ISIJ Int. 1997 Volume 37, Issue 9 Pages 878-884
A. G. COEDO, T. DORADO, I. PADILLA and F. J. ALGUACIL

Abstract: This paper describes a methodology for the determination of phosphorus in steels using argon-water carrier, in flow injection with Inductively Coupled Plasma Mass Spectrometry. 31P is a monoisotopic element and its determination, at very low levels, is very difficult due to contamination problems and interference inherent in the plasma and solvents. These unduly raise the background being necessary a sample pretreatment step to achieve the required contents. To dissolve the samples in this study, a microwave digestion system was applied to minimize the sample preparation time, the quantities of reagents and the risk of contamination. A mercury cathode electrolysis was used for performing a rapid matrix removal/analyte enrichment. The use of an argon-water stream as carrier yielded an enhancement in sensitivity and the detection limit was improved by a factor of approximately 2.5 when compared with that experienced using flow injection into an all-water carrier. Optimization of the operating conditions for the argon-water flow injection and for Inductively Coupled Plasma Mass Spectrometer, were selected with respect to the peak height sensitivity and were found to be dependent on the nebulizer gas flow-rate, the radio frequency power, the sample injection volume and the carrier flow-rate. The detection limit based on a sample rate of 0.02 g ml-1 was 0.4 mg g-1 and the relative standard deviations at 100 and 10 mg g-1 P solution were 2.0 and 15 % respectively. Data are presented for three Standard Reference Materials: JSS 003-2, (from Japanese Iron and Steel Certified Reference Materials); and ECRMs 285-1 and 278-1 (from Bureau of Analysed Samples LTD).
Alloy Mass spectrometry Optimization Reference material Interferences

"Determination Of Phosphorus In Small Amounts Of Protein Samples By ICP-MS"
Anal. Bioanal. Chem. 2003 Volume 375, Issue 4 Pages 561-566
J. Sabine Becker, Sergei F. Boulyga, Carola Pickhardt, J. Becker, Stefan Buddrus, Michael Przybylski

Abstract: Inductively coupled plasma mass spectrometry (ICP-MS) is used for phosphorus determination in protein samples. A small amount of solid protein sample (down to 1 µg) or digest (1-10 µL) protein solution was denatured in nitric acid and hydrogen peroxide by closed-microvessel microwave digestion. Phosphorus determination was performed with an optimized analytical method using a double-focusing sector field inductively coupled plasma mass spectrometer (ICP-SFMS) and quadrupole-based ICP-MS (ICP-QMS). For quality control of phosphorus determination a certified reference material (CRM), single cell proteins (BCR 273) with a high phosphorus content of 26.8±0.4 mg g-1, was analyzed. For studies on phosphorus determination in proteins while reducing the sample amount as low as possible the homogeneity of CRM BCR 273 was investigated. Relative standard deviation and measurement accuracy in ICP-QMS was within 2%, 3.5%, 11% and 12% when using CRM BCR 273 sample weights of 40 mg, 5 mg, 1 mg and 0.3 mg, respectively. The lowest possible sample weight for an accurate phosphorus analysis in protein samples by ICP-MS is discussed. The analytical method developed was applied for the analysis of homogeneous protein samples in very low amounts [1-100 µg of solid protein sample, e.g. β-casein or down to 1 µL of protein or digest in solution (e.g., tau protein)]. A further reduction of the diluted protein solution volume was achieved by the application of flow injection in ICP-SFMS, which is discussed with reference to real protein digests after protein separation using 2D gel electrophoresis. The detection limits for phosphorus in biological samples were determined by ICP-SFMS down to the ng g-1 level. The present work discusses the figure of merit for the determination of phosphorus in a small amount of protein sample with ICP-SFMS in comparison to ICP-QMS.

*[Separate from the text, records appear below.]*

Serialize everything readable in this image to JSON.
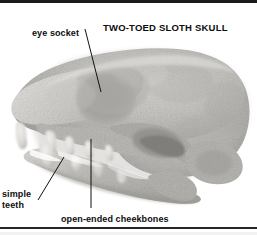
{
  "figure": {
    "title": "TWO-TOED SLOTH SKULL",
    "image_type": "grayscale photograph",
    "background_color": "#ffffff",
    "text_color": "#0d0d0d",
    "border_color": "#1a1a1a"
  },
  "annotations": {
    "eye_socket": {
      "label": "eye socket",
      "line": {
        "x1": 85,
        "y1": 29,
        "x2": 101,
        "y2": 92
      }
    },
    "simple_teeth": {
      "label_line1": "simple",
      "label_line2": "teeth",
      "line": {
        "x1": 38,
        "y1": 200,
        "x2": 64,
        "y2": 157
      }
    },
    "open_ended_cheekbones": {
      "label": "open-ended cheekbones",
      "line": {
        "x1": 91,
        "y1": 139,
        "x2": 91,
        "y2": 208
      }
    }
  },
  "divider": {
    "present": "true",
    "color": "#262626"
  }
}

"A Microplate Assay To Measure Soil Microbial Biomass Phosphorus"
Biol. Fert. Soils 2004 Volume 40, Issue 3 Pages 201-205
Richard Jeannotte, David W. Sommerville, Chantal Hamel, and Joann K. Whalen

Abstract: Quantification of phosphorus (P) concentrations in microbial biomass is required to better understand how P immobilization and turnover in soils are controlled by environmental and anthropogenic factors. Soil microbial biomass P (MBP) is generally extracted using the chloroform fumigation-direct extraction procedure and then analyzed for P using the ammonium molybdate-ascorbic acid method on a flow injection analysis (FIA) system. Our objective was to determine whether a microscale malachite green method on a microplate system would provide as accurate MBP analysis as the ascorbic acid method on an FIA system. Twelve soils were collected from agricultural fields in southwestern Quebec, fumigated with chloroform and extracted with 0.5 M NaHCO3 (pH 8.5). The dissolved inorganic phosphorus (DIP) concentration in fumigated soils was not affected by the method of analysis, and results from the two systems of analysis were significantly correlated (r =0.998, P <0.05). The MBP concentrations in these agricultural soils were between 0.36 and 60.05 µg P g-1, consistent with other published values. Our results indicate that MBP can be assessed equally well with the malachite green method using a microplate system as with the ascorbic acid method on an FIA system. The microplate system is rapid and requires smaller volumes of samples and reagents than the FIA system, thus reducing the quantity of waste produced. We conclude that the microscale malachite green method could be applied to measure the MBP concentration in a wide range of soils with good sensitivity, reproducibility and accuracy.
Environmental Spectrophotometry Method comparison

"Flow Analysis Techniques For Phosphorus: An Overview"
Talanta 2005 Volume 66, Issue 2 Pages 307-331
Jos&eacute; Manuel Estela and V&iacute;ctor Cerd&agrave;

Abstract: A bibliographical review on the implementation and the results obtained in the use of different flow analytical techniques for the determination of phosphorus is carried out. The sources, occurrence and importance of phosphorus together with several aspects regarding the analysis and terminology used in the determination of this element are briefly described. A classification as well as a brief description of the basis, advantages and disadvantages of the different existing flow techniques, namely; segmented flow analysis (SFA), flow injection analysis (FIA), sequential injection analysis (SIA), all injection analysis (AIA), batch injection analysis (BIA), multicommutated FIA (MCFIA), multisyringe FIA (MSFIA) and multipumped FIA (MPFIA) is also carried out. The most relevant manuscripts regarding the analysis of phosphorus by means of flow techniques are herein classified according to the detection instrumental technique used with the aim to facilitate their study and obtain an overall scope. Finally, the analytical characteristics of numerous flow-methods reported in the literature are provided in the form of a table and their applicability to samples with different matrixes, namely water samples (marine, river, estuarine, waste, industrial, drinking, etc.), soils leachates, plant leaves, toothpaste, detergents, foodstuffs (wine, orange juice, milk), biological samples, sugars, fertilizer, hydroponic solutions, soils extracts and cyanobacterial biofilms are tabulated.